Consistent with a Tuesday report in the Mitteldeutsche Zeitung, a local paper in the area, archaeologists working in the quarry set up traces of a dinosaur that they believe are 250 million years old -- older than some known proof of dinosaurs. Thus far, officials from the state's Office for Preservation of Monuments and Archaeology have refused to confirm the find. A spokeswoman there has simply pointed out that the quarry is still in operation and that hobby diggers ought to stay away. The scientific group of people, though, is electrified. Should the age of the traces be confirmed, the find could shed light on the very starting of dinosaurs. One professional told the paper that the find is of "sensational value to science".

Until at present, scientists assumed that dinosaurs first evolved from archosaurs about 235 million years ago -- a good 15 million years after the creation of the dinosaur traces currently discovered. Archosaurs were lizard-like creatures that were greatly smaller than nearly all dinosaurs. Present-day alligators, crocodiles and some species of birds are as well descendents of archosaurs. Dinosaurs, although, died out some 65 million years ago. Scientists have been able to use bones, footprints, fossils, and other traces to restructure the so-called Mesozoic age, the time when dinosaurs roamed the Earth. It is an era divided into three periods, the Triassic, Jurassic and Cretaceous -- with the present find maybe pushing back the earliest years of the Triassic.

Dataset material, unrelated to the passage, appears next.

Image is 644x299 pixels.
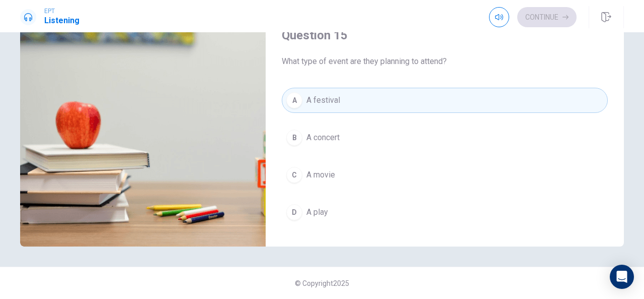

Digs in Germany have long been given those clues to the earliest years of dinosaur life. In truth, the first fully undamaged dinosaur skeleton discovered in the world was discovered from German soil -- the so-called Archaeopteryx, which supplied evidence of the link stuck between dinosaurs and the modern bird. Scientist Richard Owen first informed on the find in 1863, lending crucial support for Charles Darwin's then-controversial theory of progress published only two years before.